Clay Shirky: End of audience blog tasks

Media Magazine reading


Media Magazine 55 has an overview of technology journalist Bill Thompson’s conference presentation on ‘What has the internet ever done for me?’ It’s an excellent summary of the internet’s brief history and its impact on society. Go to our Media Magazine archive, click on MM55 and scroll to page 13 to read the article ‘What has the internet ever done for me?’ Answer the following questions:

1) Looking over the article as a whole, what are some of the positive developments due to the internet highlighted by Bill Thompson?

Anybody from anywhere can communicate with anybody they want.

2) What are the negatives or dangers linked to the development of the internet?

Regulating the internet is quite challenging. Harmful content can be uploaded like child abuse, spam or any scams.

3) What does ‘open technology’ refer to? Do you agree with the idea of ‘open technology’?

He doesn't define it clearly but the general idea is technology that isn't really regulated.

4) Bill Thompson outlines some of the challenges and questions for the future of the internet. What are they?

Regulation.

5) Where do you stand on the use and regulation of the internet? Should there be more control or more openness? Why?
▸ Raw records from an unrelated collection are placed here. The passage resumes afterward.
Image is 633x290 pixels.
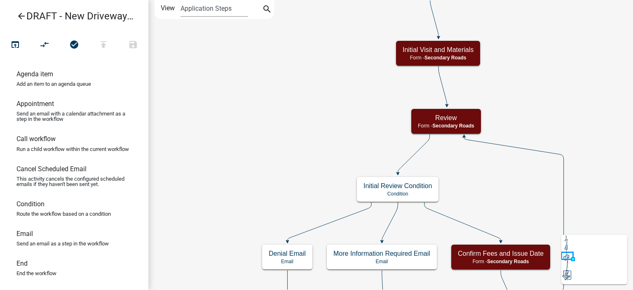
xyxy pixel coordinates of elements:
[364,191,432,197] p: Condition
[30,36,59,54] button: Auto Layout
[59,36,89,54] button: No problems
[16,230,33,237] h6: Email
[418,123,474,129] p: Form -
[403,55,474,61] p: Form -
[261,3,274,16] button: search
[128,40,138,51] i: save
[16,165,87,173] h6: Cancel Scheduled Email
[0,36,30,54] button: Test Workflow
[16,211,111,216] p: Route the workflow based on a condition
[262,4,272,16] i: search
[333,258,430,264] p: Email
[7,7,135,26] a: DRAFT - New Driveway Permit
[333,249,430,257] h5: More Information Required Email
[16,176,132,187] p: This activity cancels the configured scheduled emails if they haven't been sent yet.
[418,114,474,122] h5: Review
[269,258,306,264] p: Email
[458,258,544,264] p: Form -
[0,36,148,56] div: Workflow actions
[89,36,118,54] button: Publish
[16,259,28,267] h6: End
[425,55,466,61] span: Secondary Roads
[10,40,20,51] i: open_in_browser
[16,200,45,208] h6: Condition
[16,11,26,23] i: arrow_back
[16,135,56,143] h6: Call workflow
[364,182,432,190] h5: Initial Review Condition
[16,111,132,122] p: Send an email with a calendar attachment as a step in the workflow
[118,36,148,54] button: Save
[69,40,79,51] i: check_circle
[403,46,474,54] h5: Initial Visit and Materials
[458,249,544,257] h5: Confirm Fees and Issue Date
[487,258,529,264] span: Secondary Roads
[99,40,108,51] i: publish
[16,146,129,152] p: Run a child workflow within the current workflow
[16,81,91,87] p: Add an item to an agenda queue
[432,123,474,129] span: Secondary Roads
[16,100,54,108] h6: Appointment
[16,270,56,276] p: End the workflow
[16,70,53,78] h6: Agenda item
[16,241,109,246] p: Send an email as a step in the workflow
[269,249,306,257] h5: Denial Email
[40,40,50,51] i: compare_arrows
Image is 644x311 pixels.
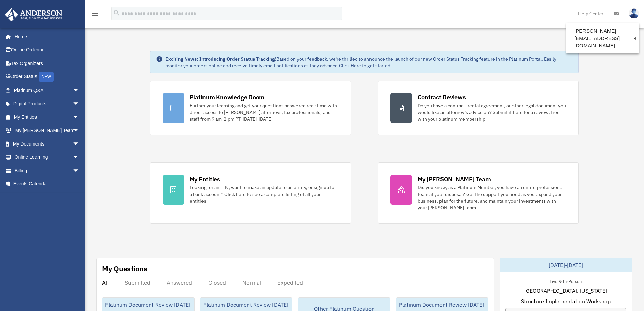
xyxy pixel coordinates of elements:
[5,177,90,191] a: Events Calendar
[277,280,303,286] div: Expedited
[524,287,607,295] span: [GEOGRAPHIC_DATA], [US_STATE]
[5,97,90,111] a: Digital Productsarrow_drop_down
[39,72,54,82] div: NEW
[190,93,265,101] div: Platinum Knowledge Room
[418,102,566,122] div: Do you have a contract, rental agreement, or other legal document you would like an attorney's ad...
[378,162,579,224] a: My [PERSON_NAME] Team Did you know, as a Platinum Member, you have an entire professional team at...
[73,137,86,151] span: arrow_drop_down
[92,12,99,18] a: menu
[5,111,90,124] a: My Entitiesarrow_drop_down
[150,162,351,224] a: My Entities Looking for an EIN, want to make an update to an entity, or sign up for a bank accoun...
[5,137,90,151] a: My Documentsarrow_drop_down
[73,97,86,111] span: arrow_drop_down
[3,8,64,22] img: Anderson Advisors Platinum Portal
[544,277,587,284] div: Live & In-Person
[5,56,90,70] a: Tax Organizers
[190,175,220,183] div: My Entities
[102,264,147,274] div: My Questions
[629,9,639,18] img: User Pic
[243,280,261,286] div: Normal
[102,280,109,286] div: All
[500,258,632,272] div: [DATE]-[DATE]
[150,81,351,136] a: Platinum Knowledge Room Further your learning and get your questions answered real-time with dire...
[125,280,150,286] div: Submitted
[73,124,86,137] span: arrow_drop_down
[5,70,90,84] a: Order StatusNEW
[5,43,90,57] a: Online Ordering
[73,111,86,124] span: arrow_drop_down
[5,151,90,164] a: Online Learningarrow_drop_down
[418,175,491,183] div: My [PERSON_NAME] Team
[5,29,86,43] a: Home
[418,93,466,101] div: Contract Reviews
[167,280,192,286] div: Answered
[92,9,99,18] i: menu
[165,56,276,62] strong: Exciting News: Introducing Order Status Tracking!
[5,124,90,137] a: My [PERSON_NAME] Teamarrow_drop_down
[566,25,639,52] a: [PERSON_NAME][EMAIL_ADDRESS][DOMAIN_NAME]
[378,81,579,136] a: Contract Reviews Do you have a contract, rental agreement, or other legal document you would like...
[165,56,573,69] div: Based on your feedback, we're thrilled to announce the launch of our new Order Status Tracking fe...
[5,84,90,97] a: Platinum Q&Aarrow_drop_down
[339,63,392,69] a: Click Here to get started!
[113,9,120,16] i: search
[521,297,611,305] span: Structure Implementation Workshop
[73,164,86,177] span: arrow_drop_down
[418,184,566,211] div: Did you know, as a Platinum Member, you have an entire professional team at your disposal? Get th...
[73,84,86,98] span: arrow_drop_down
[208,280,226,286] div: Closed
[5,164,90,177] a: Billingarrow_drop_down
[190,184,339,204] div: Looking for an EIN, want to make an update to an entity, or sign up for a bank account? Click her...
[190,102,339,122] div: Further your learning and get your questions answered real-time with direct access to [PERSON_NAM...
[73,151,86,164] span: arrow_drop_down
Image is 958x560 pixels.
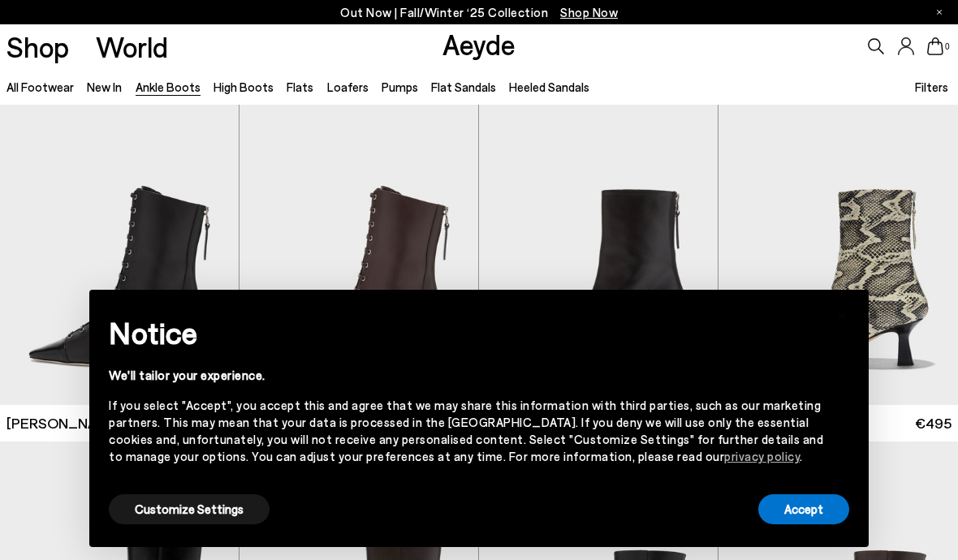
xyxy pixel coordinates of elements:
[109,495,270,524] button: Customize Settings
[109,312,823,354] h2: Notice
[724,449,800,464] a: privacy policy
[109,367,823,384] div: We'll tailor your experience.
[823,295,863,334] button: Close this notice
[109,397,823,466] div: If you select "Accept", you accept this and agree that we may share this information with third p...
[837,302,849,325] span: ×
[758,495,850,524] button: Accept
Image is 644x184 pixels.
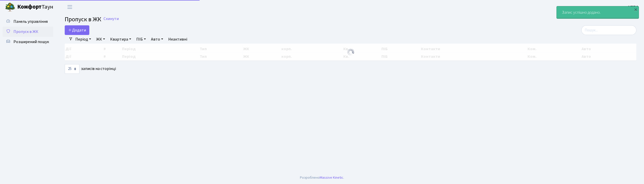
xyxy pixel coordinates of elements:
span: Таун [17,3,53,12]
a: Період [73,35,93,44]
img: logo.png [5,2,15,12]
select: записів на сторінці [65,64,79,74]
span: Пропуск в ЖК [14,29,38,35]
a: Панель управління [3,16,53,27]
a: ЖК [94,35,107,44]
span: Додати [68,27,86,33]
div: × [633,7,638,12]
b: Комфорт [17,3,42,11]
span: Пропуск в ЖК [65,15,101,24]
button: Переключити навігацію [64,3,76,11]
div: Розроблено . [300,175,344,180]
span: Розширений пошук [14,39,49,45]
a: Massive Kinetic [320,175,344,180]
a: КПП4 [628,4,638,10]
img: Обробка... [347,48,355,56]
a: Пропуск в ЖК [3,27,53,37]
a: Додати [65,25,89,35]
a: Авто [149,35,165,44]
a: Квартира [108,35,133,44]
a: Розширений пошук [3,37,53,47]
input: Пошук... [581,25,637,35]
div: Запис успішно додано. [557,6,639,18]
a: ПІБ [134,35,148,44]
a: Неактивні [166,35,189,44]
span: Панель управління [14,19,48,24]
a: Скинути [104,16,119,22]
label: записів на сторінці [65,64,116,74]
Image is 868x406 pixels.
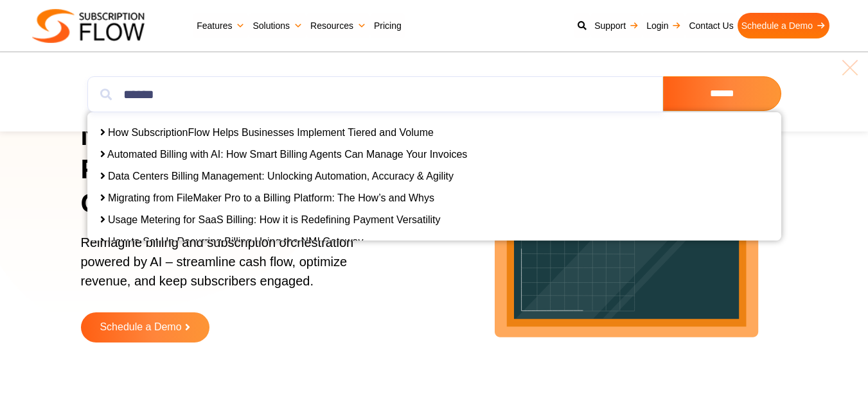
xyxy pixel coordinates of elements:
a: Usage Metering for SaaS Billing: How it is Redefining Payment Versatility [108,215,441,225]
a: Automated Billing with AI: How Smart Billing Agents Can Manage Your Invoices [107,149,467,160]
a: How to Set Up Recurring Billing Using the NMI Gateway [108,236,363,247]
a: Schedule a Demo [81,312,209,343]
a: Schedule a Demo [737,13,829,39]
a: Contact Us [685,13,736,39]
a: Resources [306,13,370,39]
iframe: Intercom live chat [824,362,855,394]
a: Data Centers Billing Management: Unlocking Automation, Accuracy & Agility [108,171,454,182]
a: Support [590,13,642,39]
a: Login [642,13,685,39]
a: Solutions [249,13,306,39]
a: Features [193,13,249,39]
h1: Next-Gen AI Billing Platform to Power Growth [81,119,400,221]
a: How SubscriptionFlow Helps Businesses Implement Tiered and Volume [108,127,434,138]
img: Subscriptionflow [32,9,145,43]
p: Reimagine billing and subscription orchestration powered by AI – streamline cash flow, optimize r... [81,233,384,303]
span: Schedule a Demo [99,322,181,333]
a: Migrating from FileMaker Pro to a Billing Platform: The How’s and Whys [108,193,434,203]
a: Pricing [370,13,405,39]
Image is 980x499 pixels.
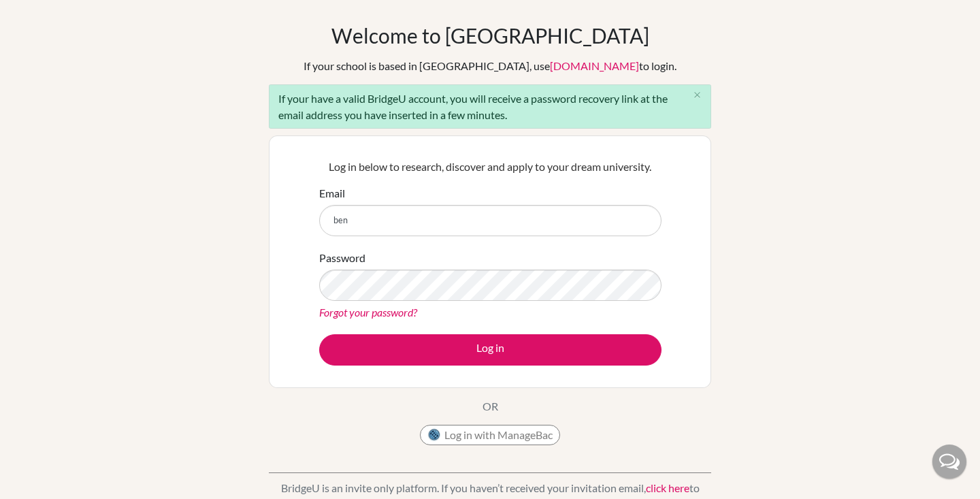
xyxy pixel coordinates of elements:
[31,10,60,22] span: Help
[269,84,711,129] div: If your have a valid BridgeU account, you will receive a password recovery link at the email addr...
[332,23,650,48] h1: Welcome to [GEOGRAPHIC_DATA]
[304,58,676,74] div: If your school is based in [GEOGRAPHIC_DATA], use to login.
[420,425,560,445] button: Log in with ManageBac
[684,85,711,106] button: Close
[646,481,690,494] a: click here
[319,158,662,175] p: Log in below to research, discover and apply to your dream university.
[550,59,639,72] a: [DOMAIN_NAME]
[692,90,702,100] i: close
[319,185,345,202] label: Email
[319,250,365,266] label: Password
[319,334,662,365] button: Log in
[319,306,417,318] a: Forgot your password?
[483,398,499,414] p: OR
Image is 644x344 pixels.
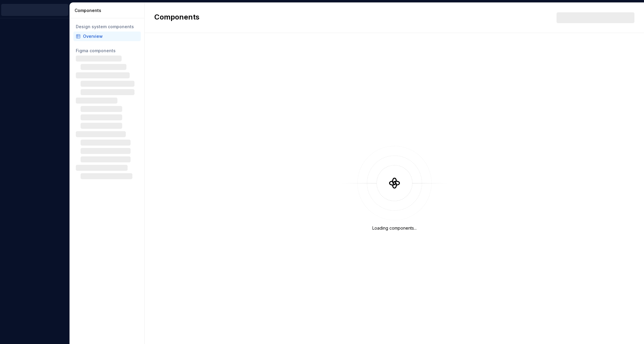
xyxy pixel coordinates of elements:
div: Components [75,7,142,13]
h2: Components [154,12,200,23]
div: Loading components... [372,225,417,231]
div: Design system components [76,24,138,30]
a: Overview [73,31,141,41]
div: Overview [83,33,138,39]
div: Figma components [76,48,138,54]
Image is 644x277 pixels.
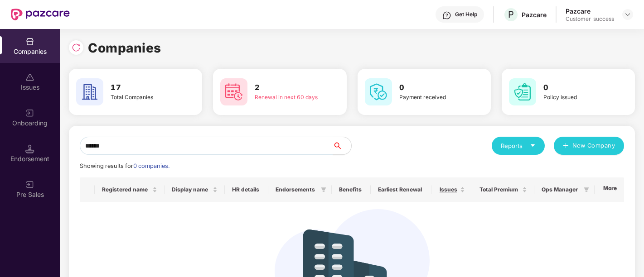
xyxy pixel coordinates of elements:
[332,178,370,202] th: Benefits
[76,78,104,105] img: svg+xml;base64,PHN2ZyB4bWxucz0iaHR0cDovL3d3dy53My5vcmcvMjAwMC9zdmciIHdpZHRoPSI2MCIgaGVpZ2h0PSI2MC...
[521,10,547,19] div: Pazcare
[365,78,392,105] img: svg+xml;base64,PHN2ZyB4bWxucz0iaHR0cDovL3d3dy53My5vcmcvMjAwMC9zdmciIHdpZHRoPSI2MCIgaGVpZ2h0PSI2MC...
[332,142,351,150] span: search
[508,9,514,20] span: P
[572,141,616,150] span: New Company
[442,11,451,20] img: svg+xml;base64,PHN2ZyBpZD0iSGVscC0zMngzMiIgeG1sbnM9Imh0dHA6Ly93d3cudzMub3JnLzIwMDAvc3ZnIiB3aWR0aD...
[88,38,161,58] h1: Companies
[529,143,536,149] span: caret-down
[111,82,177,94] h3: 17
[275,186,317,194] span: Endorsements
[543,82,609,94] h3: 0
[80,162,170,170] span: Showing results for
[509,78,536,105] img: svg+xml;base64,PHN2ZyB4bWxucz0iaHR0cDovL3d3dy53My5vcmcvMjAwMC9zdmciIHdpZHRoPSI2MCIgaGVpZ2h0PSI2MC...
[111,94,177,102] div: Total Companies
[26,109,35,117] img: svg+xml;base64,PHN2ZyB3aWR0aD0iMjAiIGhlaWdodD0iMjAiIHZpZXdCb3g9IjAgMCAyMCAyMCIgZmlsbD0ibm9uZSIgeG...
[26,37,35,46] img: svg+xml;base64,PHN2ZyBpZD0iQ29tcGFuaWVzIiB4bWxucz0iaHR0cDovL3d3dy53My5vcmcvMjAwMC9zdmciIHdpZHRoPS...
[541,186,580,194] span: Ops Manager
[332,137,351,155] button: search
[562,143,569,150] span: plus
[26,73,35,82] img: svg+xml;base64,PHN2ZyBpZD0iSXNzdWVzX2Rpc2FibGVkIiB4bWxucz0iaHR0cDovL3d3dy53My5vcmcvMjAwMC9zdmciIH...
[255,82,321,94] h3: 2
[501,141,536,150] div: Reports
[164,178,224,202] th: Display name
[11,8,70,20] img: New Pazcare Logo
[439,186,458,194] span: Issues
[133,162,170,170] span: 0 companies.
[565,16,614,23] div: Customer_success
[26,145,35,153] img: svg+xml;base64,PHN2ZyB3aWR0aD0iMTQuNSIgaGVpZ2h0PSIxNC41IiB2aWV3Qm94PSIwIDAgMTYgMTYiIGZpbGw9Im5vbm...
[399,82,465,94] h3: 0
[543,94,609,102] div: Policy issued
[220,78,248,105] img: svg+xml;base64,PHN2ZyB4bWxucz0iaHR0cDovL3d3dy53My5vcmcvMjAwMC9zdmciIHdpZHRoPSI2MCIgaGVpZ2h0PSI2MC...
[455,11,477,18] div: Get Help
[225,178,268,202] th: HR details
[582,184,591,195] span: filter
[594,178,624,202] th: More
[319,184,328,195] span: filter
[565,6,614,16] div: Pazcare
[255,94,321,102] div: Renewal in next 60 days
[172,186,210,194] span: Display name
[26,181,35,189] img: svg+xml;base64,PHN2ZyB3aWR0aD0iMjAiIGhlaWdodD0iMjAiIHZpZXdCb3g9IjAgMCAyMCAyMCIgZmlsbD0ibm9uZSIgeG...
[480,186,520,194] span: Total Premium
[321,187,327,193] span: filter
[102,186,150,194] span: Registered name
[399,94,465,102] div: Payment received
[72,43,81,52] img: svg+xml;base64,PHN2ZyBpZD0iUmVsb2FkLTMyeDMyIiB4bWxucz0iaHR0cDovL3d3dy53My5vcmcvMjAwMC9zdmciIHdpZH...
[624,11,631,18] img: svg+xml;base64,PHN2ZyBpZD0iRHJvcGRvd24tMzJ4MzIiIHhtbG5zPSJodHRwOi8vd3d3LnczLm9yZy8yMDAwL3N2ZyIgd2...
[431,178,472,202] th: Issues
[94,178,164,202] th: Registered name
[472,178,534,202] th: Total Premium
[553,137,624,155] button: plusNew Company
[583,187,589,193] span: filter
[371,178,431,202] th: Earliest Renewal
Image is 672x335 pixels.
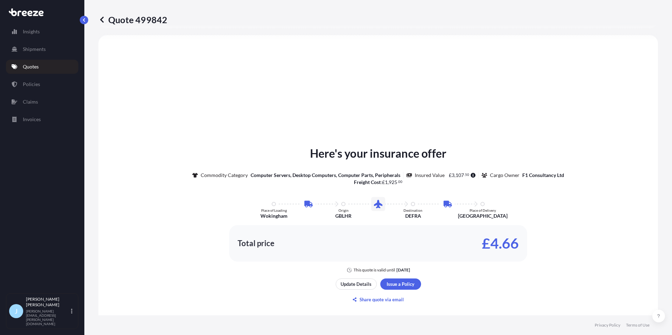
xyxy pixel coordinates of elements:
[626,323,650,328] a: Terms of Use
[397,268,410,273] p: [DATE]
[482,238,519,249] p: £4.66
[380,279,421,290] button: Issue a Policy
[354,179,381,185] b: Freight Cost
[23,63,39,70] p: Quotes
[522,172,564,179] p: F1 Consultancy Ltd
[354,179,403,186] p: :
[490,172,520,179] p: Cargo Owner
[261,208,287,213] p: Place of Loading
[6,95,78,109] a: Claims
[354,268,395,273] p: This quote is valid until
[449,173,452,178] span: £
[201,172,248,179] p: Commodity Category
[335,213,352,220] p: GBLHR
[389,180,397,185] span: 925
[23,81,40,88] p: Policies
[455,173,456,178] span: ,
[458,213,508,220] p: [GEOGRAPHIC_DATA]
[470,208,496,213] p: Place of Delivery
[452,173,455,178] span: 3
[360,296,404,303] p: Share quote via email
[341,281,372,288] p: Update Details
[15,308,18,315] span: J
[385,180,388,185] span: 1
[310,145,446,162] p: Here's your insurance offer
[415,172,445,179] p: Insured Value
[382,180,385,185] span: £
[26,297,70,308] p: [PERSON_NAME] [PERSON_NAME]
[260,213,288,220] p: Wokingham
[464,174,465,176] span: .
[6,25,78,39] a: Insights
[404,208,423,213] p: Destination
[6,42,78,56] a: Shipments
[388,180,389,185] span: ,
[6,77,78,91] a: Policies
[251,172,400,179] p: Computer Servers, Desktop Computers, Computer Parts, Peripherals
[398,181,402,183] span: 00
[465,174,469,176] span: 50
[595,323,620,328] a: Privacy Policy
[336,294,421,305] button: Share quote via email
[6,60,78,74] a: Quotes
[23,28,40,35] p: Insights
[336,279,377,290] button: Update Details
[26,309,70,326] p: [PERSON_NAME][EMAIL_ADDRESS][PERSON_NAME][DOMAIN_NAME]
[23,46,46,53] p: Shipments
[6,112,78,127] a: Invoices
[98,14,167,25] p: Quote 499842
[405,213,421,220] p: DEFRA
[387,281,414,288] p: Issue a Policy
[23,116,41,123] p: Invoices
[23,98,38,105] p: Claims
[456,173,464,178] span: 107
[238,240,275,247] p: Total price
[339,208,349,213] p: Origin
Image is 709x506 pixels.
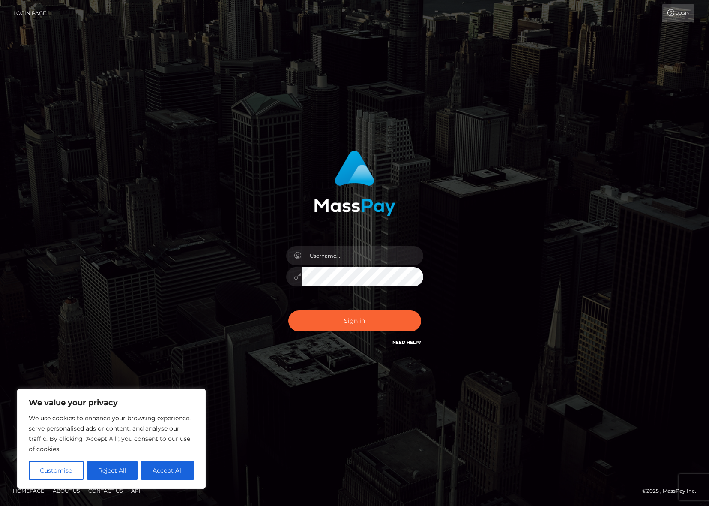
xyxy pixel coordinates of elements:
a: API [128,484,144,497]
input: Username... [302,246,423,265]
button: Sign in [288,310,421,331]
a: Login [662,4,695,22]
div: © 2025 , MassPay Inc. [642,486,703,495]
div: We value your privacy [17,388,206,489]
p: We value your privacy [29,397,194,408]
a: Need Help? [393,339,421,345]
a: Homepage [9,484,48,497]
p: We use cookies to enhance your browsing experience, serve personalised ads or content, and analys... [29,413,194,454]
button: Customise [29,461,84,480]
a: About Us [49,484,83,497]
a: Login Page [13,4,46,22]
a: Contact Us [85,484,126,497]
button: Reject All [87,461,138,480]
button: Accept All [141,461,194,480]
img: MassPay Login [314,150,396,216]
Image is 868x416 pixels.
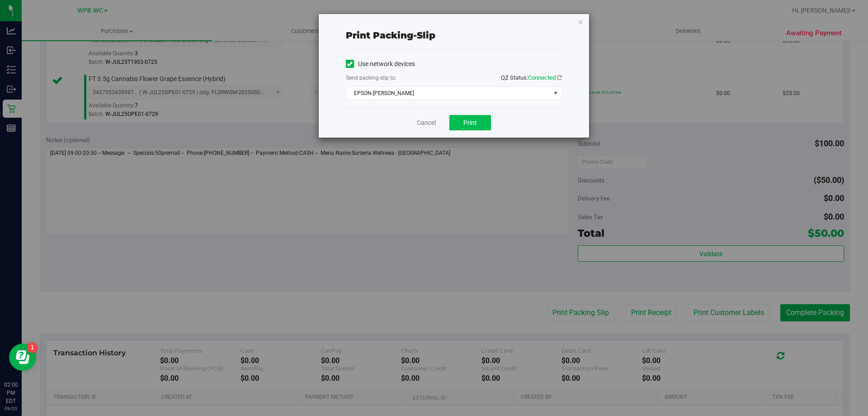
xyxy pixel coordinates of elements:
[9,343,36,371] iframe: Resource center
[463,119,477,127] span: Print
[417,118,436,128] a: Cancel
[346,73,396,82] label: Send packing-slip to:
[346,60,415,69] label: Use network devices
[347,87,551,99] span: EPSON-[PERSON_NAME]
[450,115,491,130] button: Print
[501,74,562,81] span: QZ Status:
[529,74,556,81] span: Connected
[346,30,436,40] span: Print packing-slip
[27,343,38,353] iframe: Resource center unread badge
[550,87,562,99] span: select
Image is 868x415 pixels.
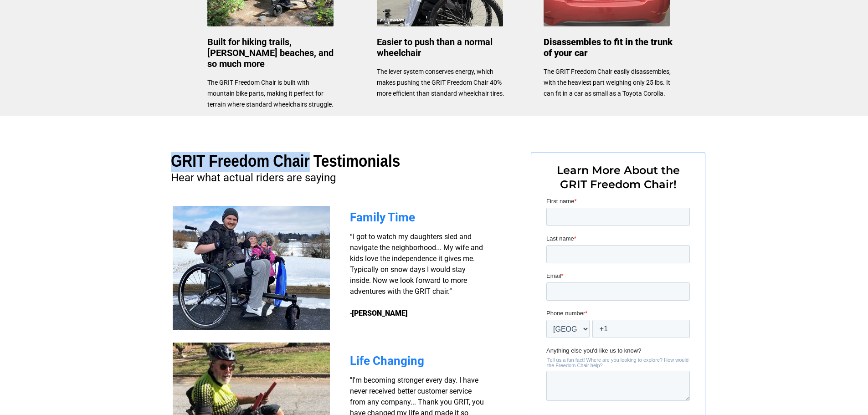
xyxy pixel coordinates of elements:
[350,211,415,224] span: Family Time
[557,164,680,191] span: Learn More About the GRIT Freedom Chair!
[207,37,333,70] span: Built for hiking trails, [PERSON_NAME] beaches, and so much more
[207,79,333,108] span: The GRIT Freedom Chair is built with mountain bike parts, making it perfect for terrain where sta...
[544,37,672,58] span: Disassembles to fit in the trunk of your car
[377,68,505,97] span: The lever system conserves energy, which makes pushing the GRIT Freedom Chair 40% more efficient ...
[350,233,483,318] span: “I got to watch my daughters sled and navigate the neighborhood... My wife and kids love the inde...
[544,68,671,97] span: The GRIT Freedom Chair easily disassembles, with the heaviest part weighing only 25 lbs. It can f...
[377,37,493,58] span: Easier to push than a normal wheelchair
[171,152,400,170] span: GRIT Freedom Chair Testimonials
[350,354,424,368] span: Life Changing
[351,309,407,318] strong: [PERSON_NAME]
[171,171,336,184] span: Hear what actual riders are saying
I think that if we start to regulate the largest source of unfiltered information in human history we might be entering a society such as China. If anything can be censored then the people that do the censoring have the power of controlling the flow of information. 

Clay Shirky: Here Comes Everybody

Clay Shirky’s book Here Comes Everybody charts the way social media and connectivity is changing the world. Read Chapter 3 of his book, ‘Everyone is a media outlet’, and answer the following questions:

1) How does Shirky define a ‘profession’ and why does it apply to the traditional newspaper industry?

Professionals are like gatekeepers. In the terms of traditional newspaper industry they used to control what information gets to the public and what they can see.

2) What is the question facing the newspaper industry now the internet has created a “new ecosystem”?

There wasn't just a single competitor introduced like the USA Today was, but there is an entire new range of competitors in the market.

3) Why did Trent Lott’s speech in 2002 become news?

Because he said that if more people voted for Trent Lott’s Strom Thurmond that they wouldn't be facing so many problems

4) What is ‘mass amateurisation’?

Mass amateurisation is a result of the radical spread of expressive capabilities, and the most obvious precedent is the one that gave birth to the modern world: the spread of the printing press five centuries ago.

5) Shirky suggests that: “The same idea, published in dozens or hundreds of places, can have an amplifying effect that outweighs the verdict from the smaller number of professional outlets.” How can this be linked to the current media landscape and particularly ‘fake news’?

When something gets a lot of media attention, often it gets misrepresented. One person posts something that has incorrect information then another person see that and they post the same misinformation and so on and so forth.

6) What does Shirky suggest about the social effects of technological change? Does this mean we are currently in the midst of the internet “revolution” or “chaos” Shirky mentions?

We are in a transition period. New replaces the old. Internet is replacing old media companies and information deliverers. All of the once untippable companies are being tipped over and are fighting for their place in the new world.  
 
7) Shirky says that “anyone can be a publisher… [and] anyone can be a journalist”. What does this mean and why is it important?

Internet allows for anybody of any skill level to posts anything. Publish first, filter latter. 

8) What does Shirky suggest regarding the hundred years following the printing press revolution? Is there any evidence of this “intellectual and political chaos” in recent global events following the internet revolution?

Internets is causing a disturbance in the way news and information is delivered. Anybody can research anything practically for free. This causes people to want information for free and causes chaos in well established media conglomerates as they are going out of business.

9) Why is photography a good example of ‘mass amateurisation’?

Anybody can pick op a camera and take pictures. You don't even need a actual camera, all of our phones have them.

10) What do you think of Shirky’s ideas on the ‘End of audience’? Is this era of ‘mass amateurisation’ a positive thing? Or are we in a period of “intellectual and political chaos” where things are more broken than fixed?